While the Shepards do travel the country speaking to young people, they find themselves focusing their message more so on their own generation, which was “taught the myth, not the truth” about the LGBT community, Judy Shepard said.

“My generation … they are learning and having to reprocess everything they’ve known in the past about the LGBTQ community,” Dennis Shepard said.

• • •

Earlier this year, a team from the Smithsonian visited the Shepards in Wyoming.

They came to look through Matthew Shepard’s belongings, a trove of childhood memories and mementos from his everyday life. The Shepards had agreed to donate a collection of their son’s personal items for preservation at the Smithsonian’s National Museum of American History.

The parents had not sorted through the possessions in the 20 years since their son’s death. They gave a Smithsonian team free rein to sort through the boxes of clothing, letters and toys, but the parents couldn’t bring themselves to look through the items themselves.

“I didn’t want to go through that again,” Judy Shepard said.

There was the child-sized Superman cape that Matthew wore “every day,” the purple ribbon award he received at school, his preschool diploma. There was a note from a teacher about a time when the young boy was being bullied in school: “If kids are still bothering you about your size, please let me know, and I will talk to them,” wrote the teacher, Mrs. Babb. “Did you know: the very best things are often in small packages?”

Then there was one possession that the Shepards had never seen before: a wedding ring in a box. The parents don’t know the story behind the ring, but it reminded Judy Shepard of a conversation she had with her son in August 1998, when Hawaii was considering the legalization of same-sex marriage.

“I don’t know this for sure, but it might be that he had hope that someday he’d find somebody,” Judy Shepard said. “Maybe that’s what it means.”

As the Smithsonian team visited the Shepard home, one representative asked the family if they had ever thought about having their son interred in the National Cathedral.

Over the years, the Shepards had weighed where they might want to lay their son’s remains. They considered spreading the ashes in Wyoming, but Matthew’s younger brother, Logan, felt that the family needed a place to be able to go and visit their loved one. Dividing the ashes didn’t feel right either.

The owner of the Pulse nightclub in Orlando, Barbara Poma, once told Judy Shepard she was surprised there was no memorial for Matthew in Wyoming.

“Barb, you don’t understand,” Judy Shepard recalled responding. “Orlando embraced you. Wyoming did not embrace us.”

Two decades later, Matthew Shepard’s legacy still divides the residents of Laramie.
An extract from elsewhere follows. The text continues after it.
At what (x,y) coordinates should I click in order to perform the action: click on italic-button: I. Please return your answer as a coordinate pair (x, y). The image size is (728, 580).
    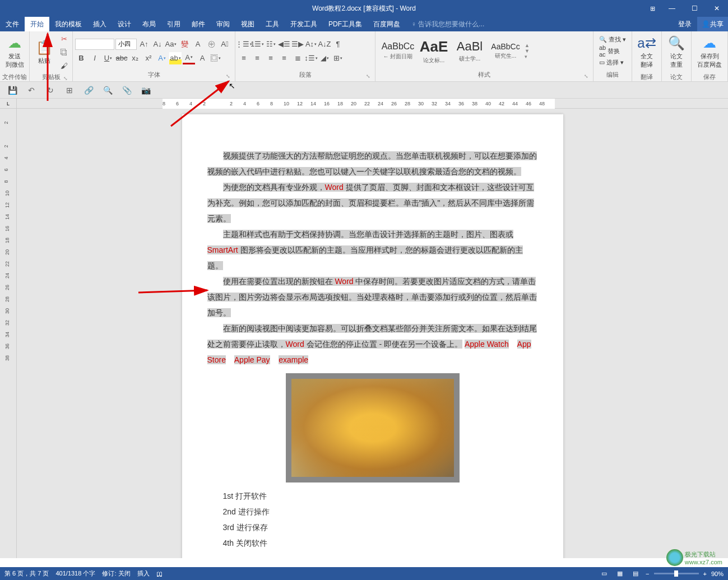
    Looking at the image, I should click on (95, 58).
Just days before the anniversary of his death, a forum was held in the town questioning the long-established belief that Matthew Shepard was murdered because he was gay.

The family didn’t want to create a place that would draw unwanted attention from “people who hated what Matt represented,” Judy Shepard said. “We were waiting to find the right solution, and the right solution appeared.”

They sought out help from a family friend, Bishop Robinson, who contacted the National Cathedral himself.

The family originally wanted a private ceremony for Matthew Shepard’s interment, Dennis Shepard said, “and they said, ‘Let’s open it up to the public.’ Now is that for our benefit or is it for theirs? The fact that they were still willing to accept that is the important thing. If they’re using it for their own benefit, so be it. But it’s also for the benefit of all those who wanted a place to go to honor Matt.”

Kevin Eckstrom, a spokesman for the National Cathedral, said the church offered the family the choice of a private service, but the Shepards ultimately decided to open it to all the people who are still moved by Matthew Shepard’s death and legacy.

The family hopes that young people will see the news of Friday’s service and know that “at least there are some facets of the religious community who accept all people, regardless of their differences,” Dennis Shepard said.

“They’re respecting who he was and what he represents now,” Judy Shepard said. “I think that sends a very powerful message.”